Leaders further discuss how to spend $5.3 million
Tuolumne County supervisors want to spend about half of $5.3 million of federal COVID-19 relief funds on county code enforcement, county fire equipment, and other needs, they said Friday in a non-action special board meeting on how to use federal American Rescue Plan Act stimulus funding expected to total about $10.6 million.
The board has directed county staff to come back with a detailed plan on how to spend or save the rest of the rescue funds, which Tuolumne County staff call ARPA funding.
Eric Erhardt, assistant county administrator, said Friday afternoon the board has directed county staff to include several items in a budget that will be adopted Sept. 21. Erhardt emphasized the items could change, and that the board did not decide “to spend or not spend money, but to build those items into the adopted budget.”
Here’s an itemized list of how county staff interpreted the board’s input from a three-hour meeting Friday morning:
• Pre-fund fire and code enforcement staff and equipment $350,000
• Economic stimulus: Relief Across Downtown Card program $500,000
• Funding for code enforcement abatement $250,000
• Fire apparatus funding $800,000
• Space needs study scope of work expansion $175,000
• GIS software $35,000
• Surveyor printer-scanner $25,000
• Animal Control facilities upgrades $60,000
• Increase cybersecurity $350,000
• Mailers to local businesses $10,000
The updated total the board discussed on Friday — $2.555 million — was a reduction from the $3.295 million they agreed to without voting to allocate on Aug. 3.
Debi Bautista, the county clerk-auditor-controller, urged the board to avoid entering into contracts until her staff has a final draft of stipulations on the rescue funds from the federal Department of Treasury.
“We don’t have to allocate all $5.3 million on Sept. 21,” Bautista said. “We need to figure out what all the rules are. They haven’t finalized anything. I think we need to be careful.”
Several people spoke to the board during public comment near the end of a three-hour meeting Friday morning.
Steve Campbell, a businessman and resident, urged the board to “prioritize all public funds to public safety,” specifically county law enforcement and county fire.
Kenny Ayers, a resident of Jamestown, said he doesn’t feel as safe in Tuolumne County as he did when he moved here seven years ago.
“Firewise, Highway 108 is a death trap,” Ayers told the board at the public meeting.
Carol Doud, of Sonora, said she harbors skepticism about recent pleas to fund law enforcement, because it seemed to her “the crime hoopla has come up in the last couple weeks.”
Doud urged the board to consider the root causes of crime, “substance abuse, domestice violence, child abuse,” and to consider funding programs that focus on those problems.
County Administrator Tracie Riggs told the board that the county needs to spend $350,000 on cybersecurity for postdisaster recovery of records and backups in the event of a cyberattack involving ransomware. The $350,000 to bolster county cybersecurity is separate from a county document management solution discussed recently by county staff and the board.
Kathleen Haff, the District 4 supervisor, said she rethought how much she wants to spend “because with the COVID cases spiking, and the variants, we don’t know what’s going to happen. Right now, I think we need to spend only on urgent needs.”
Haff said she was willing to allocate $35,000 for geographic information system software, $25,000 for a printer-scanner, and $10,000 for an animal control decontamination shower, and an unspecified amount on code enforcement.
“Everything else can wait until Oct. 1,” Haff said.
Anaiah Kirk, the District 3 supervisor, said he hopes the board will spend some of the rescue funds on county fire equipment, the GIS software, cybersecurity, the animal control shower and a washer-dryer.
David Goldemberg, the District 1 supervisor, said he favors spending rescue funds on county code enforcement and county fire equipment.
Last week, county staff summarized the ARPA funding. The county has had $5.3 million for fiscal year 2020-21 since May, and it’s earned $6,700 in interest on that so far. County staff anticipate their government will get an additional $5.3 million in late 2021-22.
The Board of Supervisors does not have to immediately allocate all the ARPA funds. They do have to decide how to spend those funds and obligate to spending all the funds by Dec. 31, 2024, and all the funds must be spent by 2026, Riggs said.
Based on guidance from the federal Department of Treasury, Tuolumne County staff have determined the county’s entire allocation of $10,581,713 can be considered lost revenue. The money can’t be used to pay down pension liability funds, or to pay off internal debt or external debt, or to build up contingency funds, reserves, or rainy day funds.
County staff are now expected to put together a draft plan on how to move forward with the county’s $5.3 million in ARPA funding. The draft plan is expected to be approved and incorporated into the county’s adopted budget.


Repeat each record exactly, skipping the pictures.

------------

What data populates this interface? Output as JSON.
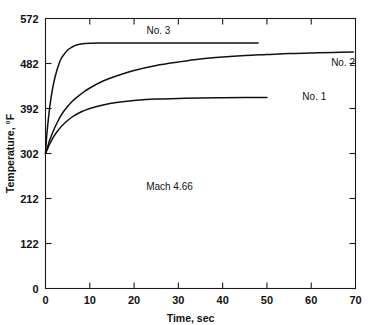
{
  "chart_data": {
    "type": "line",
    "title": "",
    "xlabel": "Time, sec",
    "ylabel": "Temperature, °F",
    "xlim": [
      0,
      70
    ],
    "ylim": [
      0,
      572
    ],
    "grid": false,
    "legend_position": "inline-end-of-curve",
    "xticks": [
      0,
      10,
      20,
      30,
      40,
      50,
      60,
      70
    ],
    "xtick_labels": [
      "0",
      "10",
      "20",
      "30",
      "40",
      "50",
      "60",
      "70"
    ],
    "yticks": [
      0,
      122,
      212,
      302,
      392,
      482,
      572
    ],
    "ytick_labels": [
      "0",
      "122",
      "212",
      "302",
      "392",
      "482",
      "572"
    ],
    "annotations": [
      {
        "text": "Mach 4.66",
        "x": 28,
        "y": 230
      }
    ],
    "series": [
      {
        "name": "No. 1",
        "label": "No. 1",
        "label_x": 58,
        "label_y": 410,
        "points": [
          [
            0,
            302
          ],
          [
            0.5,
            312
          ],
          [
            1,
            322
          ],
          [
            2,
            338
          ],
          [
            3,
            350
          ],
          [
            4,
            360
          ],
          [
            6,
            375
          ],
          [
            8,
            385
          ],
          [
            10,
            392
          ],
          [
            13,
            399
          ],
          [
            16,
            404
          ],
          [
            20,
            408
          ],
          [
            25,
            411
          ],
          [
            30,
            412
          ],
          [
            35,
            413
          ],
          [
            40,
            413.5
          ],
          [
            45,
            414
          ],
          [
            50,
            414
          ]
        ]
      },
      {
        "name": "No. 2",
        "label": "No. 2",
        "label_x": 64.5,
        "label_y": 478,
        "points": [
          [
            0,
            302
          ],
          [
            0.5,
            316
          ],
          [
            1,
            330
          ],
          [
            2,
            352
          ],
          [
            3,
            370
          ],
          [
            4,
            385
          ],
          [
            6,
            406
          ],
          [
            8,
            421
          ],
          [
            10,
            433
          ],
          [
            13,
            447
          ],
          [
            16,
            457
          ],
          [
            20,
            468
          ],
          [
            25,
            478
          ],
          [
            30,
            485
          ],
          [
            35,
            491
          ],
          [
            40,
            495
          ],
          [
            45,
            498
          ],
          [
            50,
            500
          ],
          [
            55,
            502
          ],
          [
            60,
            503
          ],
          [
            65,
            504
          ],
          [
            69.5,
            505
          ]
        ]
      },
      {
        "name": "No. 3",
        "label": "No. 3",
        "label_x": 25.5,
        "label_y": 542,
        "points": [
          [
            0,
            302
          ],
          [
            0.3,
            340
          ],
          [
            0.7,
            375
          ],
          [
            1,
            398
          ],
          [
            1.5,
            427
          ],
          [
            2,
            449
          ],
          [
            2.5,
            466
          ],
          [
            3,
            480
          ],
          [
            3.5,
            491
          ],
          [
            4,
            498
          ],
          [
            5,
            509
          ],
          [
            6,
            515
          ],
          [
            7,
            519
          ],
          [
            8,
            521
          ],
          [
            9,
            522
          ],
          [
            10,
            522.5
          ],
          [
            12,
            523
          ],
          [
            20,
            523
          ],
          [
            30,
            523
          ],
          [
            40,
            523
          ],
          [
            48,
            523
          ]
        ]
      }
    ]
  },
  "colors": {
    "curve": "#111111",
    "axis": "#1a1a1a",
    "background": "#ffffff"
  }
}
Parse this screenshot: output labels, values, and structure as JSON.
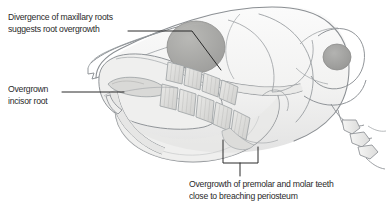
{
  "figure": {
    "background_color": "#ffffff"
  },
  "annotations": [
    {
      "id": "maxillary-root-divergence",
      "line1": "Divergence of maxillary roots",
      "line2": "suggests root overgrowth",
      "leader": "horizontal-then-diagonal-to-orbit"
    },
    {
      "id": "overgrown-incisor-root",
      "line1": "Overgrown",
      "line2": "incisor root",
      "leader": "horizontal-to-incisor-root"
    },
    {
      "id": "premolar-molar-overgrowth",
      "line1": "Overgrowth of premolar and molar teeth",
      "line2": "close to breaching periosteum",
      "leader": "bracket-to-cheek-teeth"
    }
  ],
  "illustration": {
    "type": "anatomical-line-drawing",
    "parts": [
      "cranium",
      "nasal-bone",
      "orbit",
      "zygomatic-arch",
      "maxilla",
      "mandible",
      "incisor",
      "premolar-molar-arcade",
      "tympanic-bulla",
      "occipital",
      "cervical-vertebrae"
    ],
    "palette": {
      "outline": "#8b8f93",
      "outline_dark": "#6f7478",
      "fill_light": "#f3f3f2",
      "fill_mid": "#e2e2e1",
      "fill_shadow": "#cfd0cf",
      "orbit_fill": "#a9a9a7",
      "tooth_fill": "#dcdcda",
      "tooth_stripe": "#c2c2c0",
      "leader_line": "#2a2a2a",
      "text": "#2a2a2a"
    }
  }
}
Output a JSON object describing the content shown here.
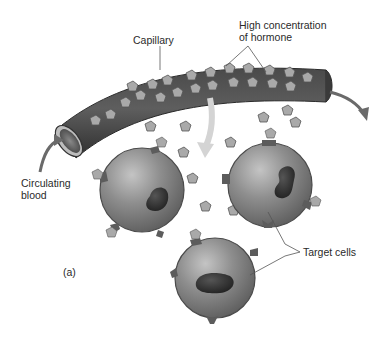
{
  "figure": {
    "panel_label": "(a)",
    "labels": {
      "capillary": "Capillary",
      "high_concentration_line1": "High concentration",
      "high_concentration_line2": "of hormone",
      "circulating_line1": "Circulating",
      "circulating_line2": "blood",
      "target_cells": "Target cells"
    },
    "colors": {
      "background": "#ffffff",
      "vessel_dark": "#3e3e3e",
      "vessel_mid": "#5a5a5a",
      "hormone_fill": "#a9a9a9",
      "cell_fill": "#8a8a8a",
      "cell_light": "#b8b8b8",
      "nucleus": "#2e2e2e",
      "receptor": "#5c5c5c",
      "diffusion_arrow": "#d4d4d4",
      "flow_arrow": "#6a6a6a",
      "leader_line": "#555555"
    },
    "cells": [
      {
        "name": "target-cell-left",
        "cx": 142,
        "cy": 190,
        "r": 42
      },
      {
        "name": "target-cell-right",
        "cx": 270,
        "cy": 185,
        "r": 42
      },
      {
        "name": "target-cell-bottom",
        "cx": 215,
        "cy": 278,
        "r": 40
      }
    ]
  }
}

------------

» Response for this exercise
What data populates this interface? Output as JSON.
{
  "chart_data": {
    "type": "line",
    "title": "",
    "xlabel": "Time, sec",
    "ylabel": "Temperature, °F",
    "xlim": [
      0,
      70
    ],
    "ylim": [
      0,
      572
    ],
    "grid": false,
    "legend_position": "inline-end-of-curve",
    "xticks": [
      0,
      10,
      20,
      30,
      40,
      50,
      60,
      70
    ],
    "xtick_labels": [
      "0",
      "10",
      "20",
      "30",
      "40",
      "50",
      "60",
      "70"
    ],
    "yticks": [
      0,
      122,
      212,
      302,
      392,
      482,
      572
    ],
    "ytick_labels": [
      "0",
      "122",
      "212",
      "302",
      "392",
      "482",
      "572"
    ],
    "annotations": [
      {
        "text": "Mach 4.66",
        "x": 28,
        "y": 230
      }
    ],
    "series": [
      {
        "name": "No. 1",
        "label": "No. 1",
        "label_x": 58,
        "label_y": 410,
        "points": [
          [
            0,
            302
          ],
          [
            0.5,
            312
          ],
          [
            1,
            322
          ],
          [
            2,
            338
          ],
          [
            3,
            350
          ],
          [
            4,
            360
          ],
          [
            6,
            375
          ],
          [
            8,
            385
          ],
          [
            10,
            392
          ],
          [
            13,
            399
          ],
          [
            16,
            404
          ],
          [
            20,
            408
          ],
          [
            25,
            411
          ],
          [
            30,
            412
          ],
          [
            35,
            413
          ],
          [
            40,
            413.5
          ],
          [
            45,
            414
          ],
          [
            50,
            414
          ]
        ]
      },
      {
        "name": "No. 2",
        "label": "No. 2",
        "label_x": 64.5,
        "label_y": 478,
        "points": [
          [
            0,
            302
          ],
          [
            0.5,
            316
          ],
          [
            1,
            330
          ],
          [
            2,
            352
          ],
          [
            3,
            370
          ],
          [
            4,
            385
          ],
          [
            6,
            406
          ],
          [
            8,
            421
          ],
          [
            10,
            433
          ],
          [
            13,
            447
          ],
          [
            16,
            457
          ],
          [
            20,
            468
          ],
          [
            25,
            478
          ],
          [
            30,
            485
          ],
          [
            35,
            491
          ],
          [
            40,
            495
          ],
          [
            45,
            498
          ],
          [
            50,
            500
          ],
          [
            55,
            502
          ],
          [
            60,
            503
          ],
          [
            65,
            504
          ],
          [
            69.5,
            505
          ]
        ]
      },
      {
        "name": "No. 3",
        "label": "No. 3",
        "label_x": 25.5,
        "label_y": 542,
        "points": [
          [
            0,
            302
          ],
          [
            0.3,
            340
          ],
          [
            0.7,
            375
          ],
          [
            1,
            398
          ],
          [
            1.5,
            427
          ],
          [
            2,
            449
          ],
          [
            2.5,
            466
          ],
          [
            3,
            480
          ],
          [
            3.5,
            491
          ],
          [
            4,
            498
          ],
          [
            5,
            509
          ],
          [
            6,
            515
          ],
          [
            7,
            519
          ],
          [
            8,
            521
          ],
          [
            9,
            522
          ],
          [
            10,
            522.5
          ],
          [
            12,
            523
          ],
          [
            20,
            523
          ],
          [
            30,
            523
          ],
          [
            40,
            523
          ],
          [
            48,
            523
          ]
        ]
      }
    ]
  },
  "colors": {
    "curve": "#111111",
    "axis": "#1a1a1a",
    "background": "#ffffff"
  }
}
Parse this screenshot: output labels, values, and structure as JSON.
{
  "figure": {
    "background_color": "#ffffff"
  },
  "annotations": [
    {
      "id": "maxillary-root-divergence",
      "line1": "Divergence of maxillary roots",
      "line2": "suggests root overgrowth",
      "leader": "horizontal-then-diagonal-to-orbit"
    },
    {
      "id": "overgrown-incisor-root",
      "line1": "Overgrown",
      "line2": "incisor root",
      "leader": "horizontal-to-incisor-root"
    },
    {
      "id": "premolar-molar-overgrowth",
      "line1": "Overgrowth of premolar and molar teeth",
      "line2": "close to breaching periosteum",
      "leader": "bracket-to-cheek-teeth"
    }
  ],
  "illustration": {
    "type": "anatomical-line-drawing",
    "parts": [
      "cranium",
      "nasal-bone",
      "orbit",
      "zygomatic-arch",
      "maxilla",
      "mandible",
      "incisor",
      "premolar-molar-arcade",
      "tympanic-bulla",
      "occipital",
      "cervical-vertebrae"
    ],
    "palette": {
      "outline": "#8b8f93",
      "outline_dark": "#6f7478",
      "fill_light": "#f3f3f2",
      "fill_mid": "#e2e2e1",
      "fill_shadow": "#cfd0cf",
      "orbit_fill": "#a9a9a7",
      "tooth_fill": "#dcdcda",
      "tooth_stripe": "#c2c2c0",
      "leader_line": "#2a2a2a",
      "text": "#2a2a2a"
    }
  }
}
Output a JSON object describing the content shown here.
{
  "figure": {
    "panel_label": "(a)",
    "labels": {
      "capillary": "Capillary",
      "high_concentration_line1": "High concentration",
      "high_concentration_line2": "of hormone",
      "circulating_line1": "Circulating",
      "circulating_line2": "blood",
      "target_cells": "Target cells"
    },
    "colors": {
      "background": "#ffffff",
      "vessel_dark": "#3e3e3e",
      "vessel_mid": "#5a5a5a",
      "hormone_fill": "#a9a9a9",
      "cell_fill": "#8a8a8a",
      "cell_light": "#b8b8b8",
      "nucleus": "#2e2e2e",
      "receptor": "#5c5c5c",
      "diffusion_arrow": "#d4d4d4",
      "flow_arrow": "#6a6a6a",
      "leader_line": "#555555"
    },
    "cells": [
      {
        "name": "target-cell-left",
        "cx": 142,
        "cy": 190,
        "r": 42
      },
      {
        "name": "target-cell-right",
        "cx": 270,
        "cy": 185,
        "r": 42
      },
      {
        "name": "target-cell-bottom",
        "cx": 215,
        "cy": 278,
        "r": 40
      }
    ]
  }
}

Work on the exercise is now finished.